Self driving trucks by 2021? A pipedream or reality?

Rjan:
It may not be written in stone, but it is extant, and I’d only return to the point I made in my previous post, that some socialists seem to forget that we don’t live in a socialist society, and today’s workers want to be confident that socialists aren’t going to kill workers in the process of getting there.

Indeed the society you envisage is not even one formally envisaged by Marx, since in both “socialist” and “communist” society workers still had to work, the difference (compared to capitalist society) was that workers were in control of the means of production, and without the need to toil to support the extravagant lifestyles of an overclass, what modest work needed to be done to support ourselves would be divided fairly.

This automatic society of yours, and that advanced by UBIers in general, does not appear to involve such a prior transfer of wealth and power to workers (i.e. to those who are currently workers - by your own admission, they won’t be workers after automation has taken place).

So again I say, that I am not talking about a tweeking of the current system.
I question whether we will be living in a capitalist society if automation continues. Not tomorrow but at some future point.
In the world seen by Marx there was still need for the majority to do physical work. Maybe that will no longer hold true?
Likely or not, it needs to be considered, unlikley events happen every day. We can all se the results of failing to allow for rare events.

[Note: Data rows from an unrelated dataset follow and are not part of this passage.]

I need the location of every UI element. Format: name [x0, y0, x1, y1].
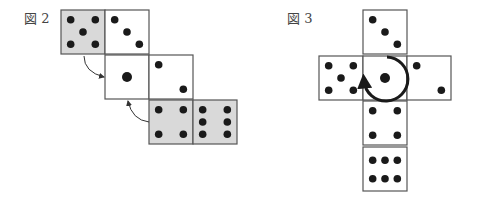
pip — [369, 132, 377, 140]
pip — [381, 175, 389, 183]
dice-nets-diagram — [0, 0, 477, 201]
fold-arrow-icon — [128, 101, 149, 122]
pip — [199, 131, 207, 139]
die-face-4 — [363, 101, 407, 145]
pip — [67, 16, 75, 24]
pip — [224, 106, 232, 114]
pip — [413, 62, 421, 70]
pip — [67, 41, 75, 49]
pip — [325, 87, 333, 95]
die-face-5 — [319, 56, 363, 100]
pip — [394, 107, 402, 115]
pip — [79, 28, 87, 36]
pip — [155, 61, 163, 69]
die-face-3 — [363, 10, 407, 54]
pip — [224, 118, 232, 126]
pip — [92, 41, 100, 49]
pip — [394, 41, 402, 49]
die-face-6 — [363, 147, 407, 191]
pip — [369, 156, 377, 164]
pip — [369, 107, 377, 115]
pip — [224, 131, 232, 139]
pip — [381, 28, 389, 36]
pip — [394, 132, 402, 140]
pip — [394, 175, 402, 183]
pip — [123, 28, 131, 36]
die-face-6 — [193, 100, 237, 144]
pip — [350, 62, 358, 70]
pip — [337, 74, 345, 82]
pip — [92, 16, 100, 24]
pip — [369, 16, 377, 24]
pip — [136, 41, 144, 49]
fold-arrow-icon — [84, 56, 104, 77]
figure-2-net — [61, 10, 237, 144]
figure-3-net — [319, 10, 451, 191]
pip — [199, 106, 207, 114]
pip — [122, 72, 132, 82]
pip — [155, 131, 163, 139]
die-face-1 — [105, 55, 149, 99]
die-face-3 — [105, 10, 149, 54]
pip — [394, 156, 402, 164]
pip — [111, 16, 119, 24]
pip — [180, 106, 188, 114]
pip — [180, 131, 188, 139]
pip — [325, 62, 333, 70]
pip — [381, 156, 389, 164]
pip — [350, 87, 358, 95]
pip — [380, 73, 390, 83]
pip — [369, 175, 377, 183]
pip — [199, 118, 207, 126]
pip — [155, 106, 163, 114]
pip — [180, 86, 188, 94]
pip — [438, 87, 446, 95]
die-face-2 — [407, 56, 451, 100]
die-face-5 — [61, 10, 105, 54]
die-face-2 — [149, 55, 193, 99]
die-face-4 — [149, 100, 193, 144]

I am not proposing anything as being better or as a goal. I am exploring the possibilities. It isnt "my society". As Capitalism isnt written in stone for our future, neither are previously envisaged socialist and communist societies.
Free yourself from the dreams of the 19th century! :smiley:

Rjan:
Rather, it seems to pre-suppose that if we allow the corporations to drive automation, then the capitalist owner will simply recede from the picture for unstated reasons, and some sort of high-minded working elite will emerge who work to create and maintain the machines, but expecting nothing in return from the great masses who are now engaged exclusively in leisure.

I have said that I dont know how we can arrive at a new system. A gradual change is difficult to envisage,and I dont wish for violent revolution.

Rjan:
In this society, work is absolutely imperative, not just for simplistic reasons that it obviously attracts a wage, but because a worker’s labour is his power in every respect.

A strike by welders or paint sprayers in car plants doesnt hold much fear for manufacturers. A workers labour is his power only if a machine cannot do his work.

Rjan:
Socialists should not be promoting the abolition of any job on grounds of dirt or undesirability, unless there is already an equally powerful job for the man to go to. Not any old job, not a job with the same wage, not a dole funded by machines, but a job that means he has clout amongst other people in his daily life, because that’s what’s really important.

You use the word “dole” in a pejorative way. There is a hangover from the idle ruling classes telling the “born and bred” “salt of the earth” working classes to get earn their keep and be proud there!
I am talking about sharing what may be produced for very little cost by machines. Not a measly subsistence level dole, but a decent income given as a right, not as a charity. Something all are entitled to, not a big wedge for a few “high born” and a pittance for the rest.

Rjan:
And that’s what the capitalists intend to destroy with automation. They don’t intend to eliminate work! Hahaha, no! They only intend to eliminate any work that gives a man clout, and replace it with work which gives him no say - no say over his terms, no say over how the work is done, no say over his wage, no say over whether he is even the man to do the work that day instead of another.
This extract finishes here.